Daring to Trust
A sermon preached at Grace Cathedral, San Francisco on Sunday, January 26th, 2020 (Third Sunday after the Epiphany, Year A)
Readings: Isaiah 9:1-4; Psalm 27:1, 4-9; 1 Corinthians 1:10-18; Matthew 4:12-23
Of all the big, broad, spiritual virtues that Christians are exhorted to embody, my least favorite by far is trust. I mean, I like it fine in theory. Intellectually, I can appreciate why it’s virtuous. But when it comes time for me to actually apply it, you can find me busily constructing a detailed, well-documented outline about why trusting is for other people, not for me. You can glean a great deal about your character flaws by the advice that different people in very different areas of your life keep giving you. If I had a dollar for every time that somehow has said, “You know, Kristin, you just need to trust,” I would be a very rich woman.
Trusting is hard. It requires that we let people in. That we relinquish control – sometimes completely – and let someone else be responsible for what is most precious to us. Our well-being, our families, sometimes even our lives. Trusting requires us to be ok with not having all the answers or knowing what the next step is. It requires us to stop fretting about the future and be fully in the here and now. And, for many of us, that goes against everything we’ve been taught about how to succeed, or even just survive, in this highly individualistic society. Trusting is no mean feat. And yet, God calls us to trust again, and again, and again.
The call of the first disciples is not usually celebrated as one of Jesus’ miracles, but I think there is something miraculous about this story. It is not at all a foregone conclusion that Peter, Andrew, James, and John said yes to Jesus’ rather unusual invitation to come and follow him. The trust required for these four disciples to leave their possessions, their livelihood, their families and follow a stranger who offers them no information whatsoever about who he is or what is to come is…staggering. They were risking everything. In a world where we invest considerable effort in teaching our children not to wander off with random strangers, this Gospel story is downright unimaginable for many of us.
So what are we supposed to draw from this story? That we should throw caution to the winds and drop everything to follow the next raving sidewalk preacher we encounter? I sure hope not. That we should leave our family obligations without a backward glance so we can devote our lives to fishing for people? That’s certainly what Jesus called the disciples to do, but I don’t think that’s the universal takeaway either. This story is often used as a rousing call to evangelism, and it is that. But I think, even more foundationally, it is a call to trust. To leave behind, not just the security of our possessions and the comfortable routine of our lives, but the need to be in control. To agree to follow, to be guided, to let someone else lead us.
When Jesús invited his first disciples to follow him, he wasn’t just inviting them to trust him. He was also inviting them to trust one another. To build a community of mutual interdependence that we see at work throughout the Gospels. Today, as our Cathedral community gathers for our annual meeting, how might we live into Jesús’ invitation to deepen our trust in God and in one another? Do we really trust each other? Do we really know each other? Are we really in this together? How could we grow in trust?
Following Jesus isn’t something we can do alone. The closer we draw to God, the closer we draw to each other, into the messy, beautiful, holy reality of a community of trust. I admit to you that I’ve been binge watching the new netflix docu-series, Cheer, which, if you haven’t seen it, is a behind the scenes look at one of the nation’s top collegiate cheerleading teams. It’s fascinating on many levels, but what most struck me is how foundational trust is to everything the team does – unsurprising in a sport that literally involves throwing people in the air and then catching them. Every time these athletes let a teammate fall to the ground, uncaught, they immediately, without prompting, drop to the ground and do 50 push ups. Because they know that failing to catch a teammate is the worst offense imaginable, not just because of the potential for serious injury, but because, when trust is absent, success is impossible.
I’m not suggesting that the Church adopt push-ups as a form of penance, but what if we as a community took trust that seriously? What if we were deeply committed to catching each other when we fall, to lifting each other up, to having each other’s backs no matter what? What if we trusted each other enough to not always need to be in control, to follow each other’s lead, so that we can do the work that Jesus calls us to do – teaching, healing, sharing the good news with a world in need? In this season of light, what if we allowed ourselves to trust? Amen.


- WHAT YOU SHOULD DO
Down to the last line below, repeat the entries word for word and drop the pictures.
----- SOURCE INFORMATION
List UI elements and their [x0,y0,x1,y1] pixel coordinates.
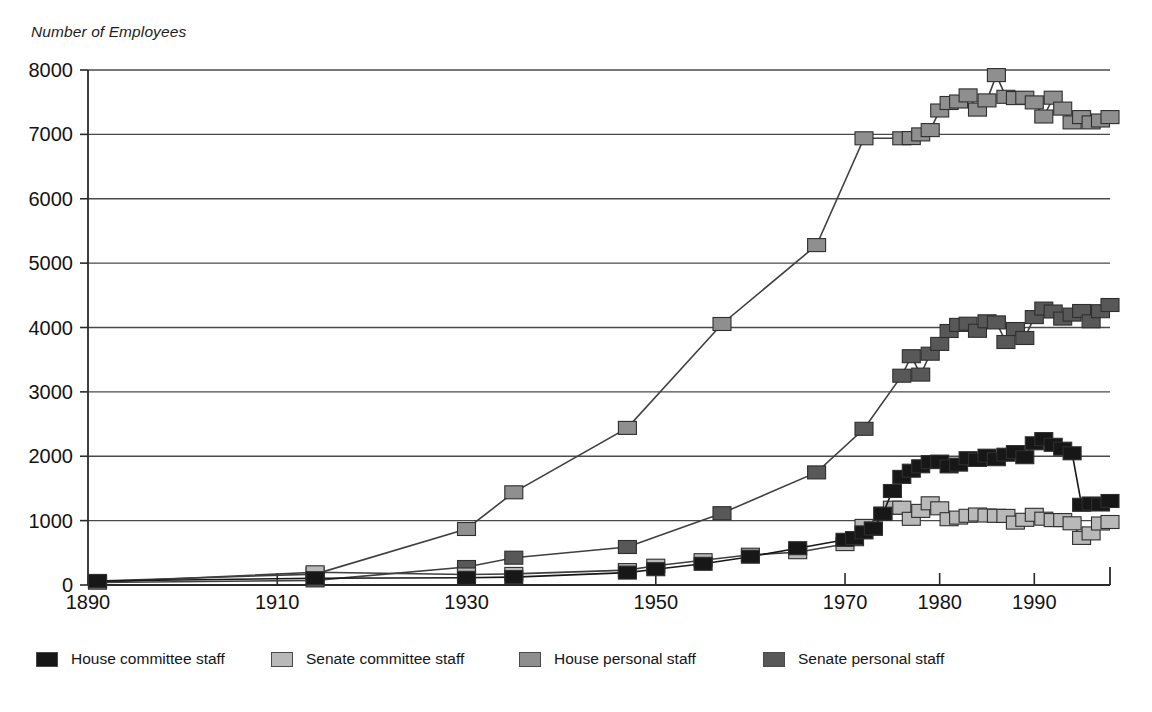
data-point-marker [713,318,731,331]
data-point-marker [921,124,939,137]
x-axis-tick-label: 1910 [255,591,300,613]
data-point-marker [987,69,1005,82]
legend-item-senate-personal-staff[interactable]: Senate personal staff [763,650,944,668]
data-point-marker [694,557,712,570]
data-point-marker [855,132,873,145]
data-point-marker [959,89,977,102]
data-point-marker [1101,516,1119,529]
data-point-marker [458,523,476,536]
data-point-marker [458,571,476,584]
series-senate-committee-staff [89,497,1120,589]
data-point-marker [1101,495,1119,508]
y-axis-tick-label: 2000 [29,445,74,467]
data-point-marker [931,337,949,350]
y-axis-tick-label: 4000 [29,317,74,339]
data-point-marker [1063,517,1081,530]
data-point-marker [1101,111,1119,124]
legend-swatch-senate-personal-staff [763,652,785,667]
legend-item-senate-committee-staff[interactable]: Senate committee staff [271,650,464,668]
data-point-marker [89,575,107,588]
data-point-marker [808,466,826,479]
data-point-marker [874,507,892,520]
data-point-marker [1035,110,1053,123]
chart-figure: Number of Employees 01000200030004000500… [0,0,1152,712]
x-axis-tick-label: 1890 [66,591,111,613]
data-point-marker [883,485,901,498]
legend-label-senate-personal-staff: Senate personal staff [798,650,944,668]
data-point-marker [505,551,523,564]
data-point-marker [618,566,636,579]
legend-swatch-house-personal-staff [519,652,541,667]
x-axis-tick-label: 1930 [444,591,489,613]
data-point-marker [808,239,826,252]
data-point-marker [902,350,920,363]
x-axis-tick-label: 1990 [1012,591,1057,613]
legend-item-house-committee-staff[interactable]: House committee staff [36,650,225,668]
chart-legend: House committee staff Senate committee s… [0,650,1152,684]
data-point-marker [647,563,665,576]
data-point-marker [741,550,759,563]
series-senate-personal-staff [89,299,1120,590]
y-axis-tick-label: 8000 [29,59,74,81]
legend-label-house-personal-staff: House personal staff [554,650,696,668]
data-point-marker [618,421,636,434]
data-point-marker [978,94,996,107]
data-point-marker [1016,451,1034,464]
data-point-marker [893,369,911,382]
data-point-marker [864,522,882,535]
data-point-marker [855,422,873,435]
x-axis-tick-label: 1970 [823,591,868,613]
legend-swatch-house-committee-staff [36,652,58,667]
data-point-marker [713,507,731,520]
data-point-marker [1025,96,1043,109]
data-point-marker [505,571,523,584]
y-axis-tick-label: 1000 [29,510,74,532]
legend-label-house-committee-staff: House committee staff [71,650,225,668]
legend-item-house-personal-staff[interactable]: House personal staff [519,650,696,668]
data-point-marker [912,368,930,381]
legend-swatch-senate-committee-staff [271,652,293,667]
data-point-marker [987,316,1005,329]
y-axis-tick-label: 3000 [29,381,74,403]
x-axis-tick-label: 1980 [917,591,962,613]
data-point-marker [1016,332,1034,345]
data-point-marker [997,336,1015,349]
data-point-marker [618,541,636,554]
data-point-marker [789,542,807,555]
data-point-marker [1063,447,1081,460]
y-axis-tick-label: 6000 [29,188,74,210]
y-axis-tick-label: 7000 [29,123,74,145]
data-point-marker [505,486,523,499]
data-point-marker [1101,299,1119,312]
series-line [98,305,1111,583]
legend-label-senate-committee-staff: Senate committee staff [306,650,464,668]
x-axis-tick-label: 1950 [634,591,679,613]
chart-svg: 0100020003000400050006000700080001890191… [0,0,1152,712]
y-axis-tick-label: 5000 [29,252,74,274]
data-point-marker [306,572,324,585]
data-point-marker [1054,102,1072,115]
----------
- TASK OUTPUT
List UI elements and their [x0,y0,x1,y1] pixel coordinates.
data-point-marker [713,318,731,331]
data-point-marker [921,124,939,137]
x-axis-tick-label: 1910 [255,591,300,613]
data-point-marker [987,69,1005,82]
legend-item-senate-personal-staff[interactable]: Senate personal staff [763,650,944,668]
data-point-marker [694,557,712,570]
data-point-marker [855,132,873,145]
data-point-marker [959,89,977,102]
data-point-marker [1101,516,1119,529]
data-point-marker [458,523,476,536]
data-point-marker [458,571,476,584]
series-senate-committee-staff [89,497,1120,589]
data-point-marker [1101,495,1119,508]
y-axis-tick-label: 2000 [29,445,74,467]
data-point-marker [931,337,949,350]
y-axis-tick-label: 4000 [29,317,74,339]
data-point-marker [1063,517,1081,530]
data-point-marker [1101,111,1119,124]
legend-swatch-senate-personal-staff [763,652,785,667]
legend-item-senate-committee-staff[interactable]: Senate committee staff [271,650,464,668]
data-point-marker [89,575,107,588]
data-point-marker [808,466,826,479]
data-point-marker [874,507,892,520]
data-point-marker [1035,110,1053,123]
chart-figure: Number of Employees 01000200030004000500… [0,0,1152,712]
x-axis-tick-label: 1890 [66,591,111,613]
data-point-marker [883,485,901,498]
legend-label-senate-personal-staff: Senate personal staff [798,650,944,668]
data-point-marker [505,551,523,564]
data-point-marker [618,566,636,579]
legend-swatch-house-personal-staff [519,652,541,667]
x-axis-tick-label: 1930 [444,591,489,613]
data-point-marker [808,239,826,252]
data-point-marker [902,350,920,363]
x-axis-tick-label: 1990 [1012,591,1057,613]
legend-item-house-committee-staff[interactable]: House committee staff [36,650,225,668]
chart-legend: House committee staff Senate committee s… [0,650,1152,684]
data-point-marker [647,563,665,576]
data-point-marker [741,550,759,563]
series-senate-personal-staff [89,299,1120,590]
y-axis-tick-label: 8000 [29,59,74,81]
legend-label-house-personal-staff: House personal staff [554,650,696,668]
data-point-marker [618,421,636,434]
data-point-marker [978,94,996,107]
data-point-marker [1016,451,1034,464]
data-point-marker [893,369,911,382]
data-point-marker [864,522,882,535]
data-point-marker [855,422,873,435]
x-axis-tick-label: 1970 [823,591,868,613]
legend-swatch-house-committee-staff [36,652,58,667]
data-point-marker [713,507,731,520]
data-point-marker [1025,96,1043,109]
data-point-marker [505,571,523,584]
y-axis-tick-label: 1000 [29,510,74,532]
legend-label-house-committee-staff: House committee staff [71,650,225,668]
legend-item-house-personal-staff[interactable]: House personal staff [519,650,696,668]
data-point-marker [912,368,930,381]
legend-swatch-senate-committee-staff [271,652,293,667]
data-point-marker [987,316,1005,329]
y-axis-tick-label: 3000 [29,381,74,403]
x-axis-tick-label: 1980 [917,591,962,613]
data-point-marker [1016,332,1034,345]
data-point-marker [997,336,1015,349]
data-point-marker [618,541,636,554]
data-point-marker [789,542,807,555]
data-point-marker [1063,447,1081,460]
y-axis-tick-label: 6000 [29,188,74,210]
y-axis-tick-label: 7000 [29,123,74,145]
data-point-marker [505,486,523,499]
data-point-marker [1101,299,1119,312]
series-line [98,305,1111,583]
legend-label-senate-committee-staff: Senate committee staff [306,650,464,668]
x-axis-tick-label: 1950 [634,591,679,613]
chart-svg: 0100020003000400050006000700080001890191… [0,0,1152,712]
y-axis-tick-label: 5000 [29,252,74,274]
data-point-marker [306,572,324,585]
data-point-marker [1054,102,1072,115]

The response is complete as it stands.